Memoirs, novels, short stories among the newest paperbacks
Here are six fresh paperbacks that come highly recommended.
‘The Vanishing Half,’ by Brit Bennett (Penguin, $16.99): No sophomore jinx for Brit Bennett, who followed up her widely praised debut novel “The Mothers” with one of the most acclaimed books of 2020, about a pair of separated twins leading very different lives. After breathlessly reading it that year, I wrote, “‘The Vanishing Half ’ has much to say about race and identity, about family and kinship (there are several layers of sisters here), about performance, about a woman realizing she could become ‘whichever woman she decided, whichever side of her face she tilted to the light.’ And it says these things with a voice of quiet wisdom, a voice you miss when you realize the story is done.”
‘The Splendid and the Vile: A Saga of Churchill, Family and Defiance During the Blitz,’ by Erik Larson (Crown, $15.99):
Larson has an uncanny way of making history read like fiction (“In the Garden of Beasts,” “Devil in the White City”). New York Times reviewer Candice Millard wrote of his World War II saga, “Through the remarkably skillful use of intimate diaries as well as public documents, some newly released, Larson has transformed the wellknown record of 12 turbulent months, stretching from May of 1940 through May of 1941, into a book that is fresh, fast and deeply moving.”
‘My Year Abroad,’ by Chang-rae Lee (Penguin, $17):
The story of a college student seeing the world during a life-changing
trip, Lee’s sixth novel was named among 2021’s best by multiple outlets. Reviewer Frances Cha in The Washington Post described it as “a wild tale that moves coolly between satire and thriller,” concluding, “Lee tells a story of what it means to be plucked from darkness into the light of recognition, and in doing so, explores the fundamental human desires to be seen and to love.”
‘The Souvenir Museum,’ by Elizabeth McCracken (HarperCollins, $16.99):
Reading McCracken is always a joy (I particularly loved her witty, big-hearted “Bowlaway” a few years back); this collection of short stories, longlisted for the National Book Award, seems to be no exception. In a collection “filled with appealing oddballs” wrote NPR reviewer Heller McAlpin, McCracken is “an acrobat who dazzles with her verbal flexibility and lands the end of each tightly composed story with incredible skill — and feeling.”
‘Just As I Am,’ by Cicely Tyson with Michelle Burford (HarperCollins, $17.99): This graceful
but searing memoir from the legendary star of “Sounder,” “The Autobiography of Miss Jane Pittman,” “Roots” and many more was published just two days before its author died at 96; with an actor’s impeccable timing, her work seemed finally done. I read the book in awe of her honesty and her accomplishments, writing last year, “It’s a life lived in all its fullness, and reading it reveals to us — as great actors do — a complete person.”
‘Educated: A Memoir,’ by Tara Westover (Random House, $15.99): It has been a long wait for Westover’s bestselling memoir to come out in paperback — the hardcover emerged, to immediate acclaim, back in 2018. In it, Westover tells of her harrowing upbringing in a survivalist family, and of making her way to college (and eventually a doctorate) with no prior formal schooling. New York Times reviewer Alec MacGillis writes “By the end, Westover has somehow managed not only to capture her unsurpassably exceptional upbringing, but to make her current situation seem not so exceptional at all, and resonant for many others.”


Exercise objective: Where in the data below does the word "question" appear? Copy each line that holds it.

Data provided:
· · · · ·

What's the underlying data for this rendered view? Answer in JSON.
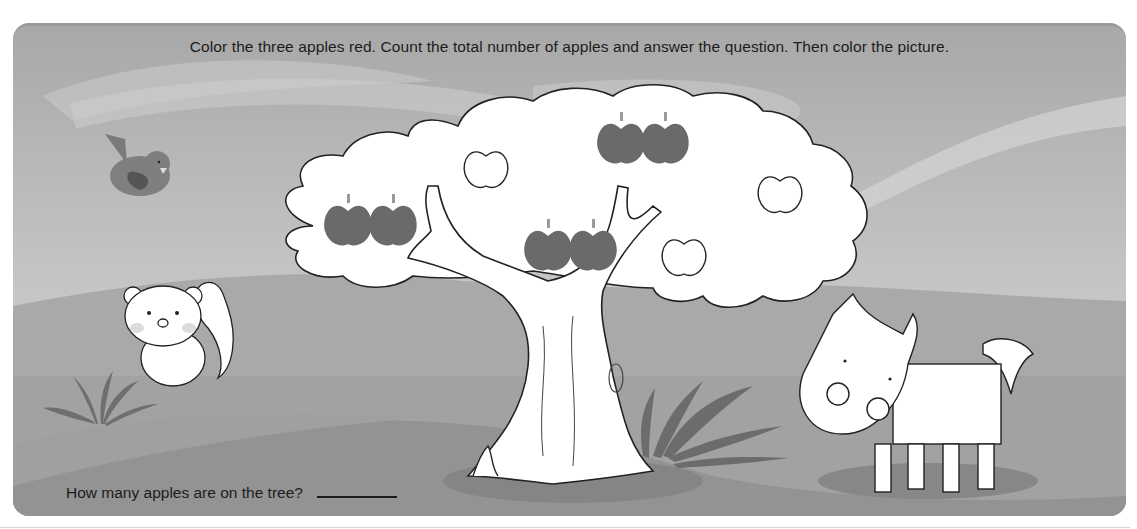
{
  "worksheet": {
    "instruction": "Color the three apples red. Count the total number of apples and answer the question. Then color the picture.",
    "question": "How many apples are on the tree?",
    "answer_value": ""
  },
  "scene": {
    "animals": [
      "bird",
      "squirrel",
      "horse"
    ],
    "tree": {
      "shaded_apples": 6,
      "outline_apples": 4
    }
  },
  "colors": {
    "panel_border": "#9a9a9a",
    "sky_top": "#a8a8a8",
    "hill_back": "#a9a9a9",
    "hill_front": "#9b9b9b",
    "apple_fill": "#6a6a6a",
    "text": "#1c1c1c"
  }
}
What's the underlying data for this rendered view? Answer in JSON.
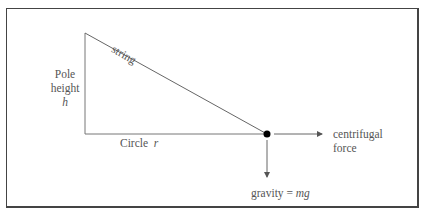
{
  "diagram": {
    "labels": {
      "string": "string",
      "pole_line1": "Pole",
      "pole_line2": "height",
      "pole_var": "h",
      "circle": "Circle",
      "circle_var": "r",
      "centrifugal_line1": "centrifugal",
      "centrifugal_line2": "force",
      "gravity_prefix": "gravity = ",
      "gravity_var": "mg"
    },
    "colors": {
      "line": "#666666",
      "border": "#444444",
      "mass": "#000000"
    }
  }
}
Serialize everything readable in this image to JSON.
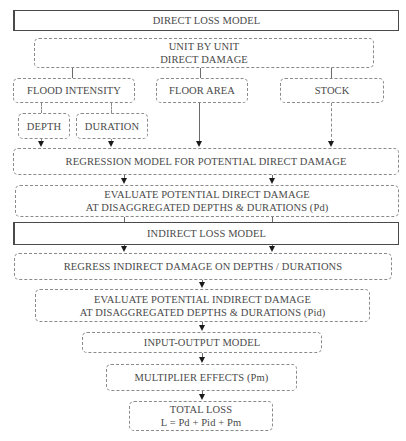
{
  "diagram": {
    "direct_header": "DIRECT LOSS MODEL",
    "unit_by_unit": {
      "line1": "UNIT BY UNIT",
      "line2": "DIRECT DAMAGE"
    },
    "inputs": {
      "flood_intensity": "FLOOD INTENSITY",
      "floor_area": "FLOOR AREA",
      "stock": "STOCK",
      "depth": "DEPTH",
      "duration": "DURATION"
    },
    "regression_direct": "REGRESSION MODEL FOR POTENTIAL DIRECT DAMAGE",
    "evaluate_direct": {
      "line1": "EVALUATE POTENTIAL DIRECT DAMAGE",
      "line2": "AT DISAGGREGATED DEPTHS & DURATIONS (Pd)"
    },
    "indirect_header": "INDIRECT LOSS MODEL",
    "regress_indirect": "REGRESS INDIRECT  DAMAGE ON DEPTHS / DURATIONS",
    "evaluate_indirect": {
      "line1": "EVALUATE POTENTIAL INDIRECT DAMAGE",
      "line2": "AT DISAGGREGATED DEPTHS & DURATIONS (Pid)"
    },
    "input_output": "INPUT-OUTPUT MODEL",
    "multiplier": "MULTIPLIER EFFECTS (Pm)",
    "total_loss": {
      "line1": "TOTAL LOSS",
      "line2": "L = Pd + Pid + Pm"
    }
  },
  "colors": {
    "text": "#4a4a4a",
    "dashed_border": "#8a8a8a",
    "solid_border": "#4a4a4a",
    "arrowhead": "#1a1a1a"
  }
}
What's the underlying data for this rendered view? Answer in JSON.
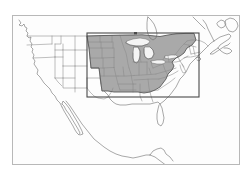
{
  "figure": {
    "type": "reference-map",
    "background_color": "#ffffff",
    "frame": {
      "label": "map-frame",
      "x": 12,
      "y": 15,
      "width": 228,
      "height": 150,
      "stroke_color": "#b8b8b8",
      "fill_color": "#fdfdfd",
      "stroke_width": 1
    },
    "coastline": {
      "label": "north-america-coastline",
      "stroke_color": "#6e6e6e",
      "stroke_width": 0.6,
      "fill_color": "none"
    },
    "state_borders": {
      "label": "us-state-boundaries",
      "stroke_color": "#8a8a8a",
      "stroke_width": 0.55
    },
    "highlight_region": {
      "label": "shaded-study-region",
      "fill_color": "#a9a9a9",
      "stroke_color": "#5a5a5a",
      "stroke_width": 0.9,
      "opacity": 1,
      "description": "Contiguous block of US states spanning the Upper Midwest, Great Plains, Great Lakes, Ohio Valley, Mid-Atlantic and Northeast"
    },
    "bounding_box": {
      "label": "extent-rectangle",
      "x": 87,
      "y": 33,
      "width": 112,
      "height": 64,
      "stroke_color": "#4a4a4a",
      "stroke_width": 1.1,
      "fill": "none"
    },
    "lakes": {
      "label": "great-lakes",
      "fill_color": "#f4f4f4",
      "stroke_color": "#6e6e6e",
      "stroke_width": 0.5
    }
  },
  "legend": {
    "visible": false,
    "entries": []
  },
  "labels": {
    "visible": false,
    "items": []
  },
  "axes": {
    "visible": false,
    "x_ticks": [],
    "y_ticks": []
  }
}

· · · · ·

Response box:
    "instruction": "Color the three apples red. Count the total number of apples and answer the question. Then color the picture.",
    "question": "How many apples are on the tree?",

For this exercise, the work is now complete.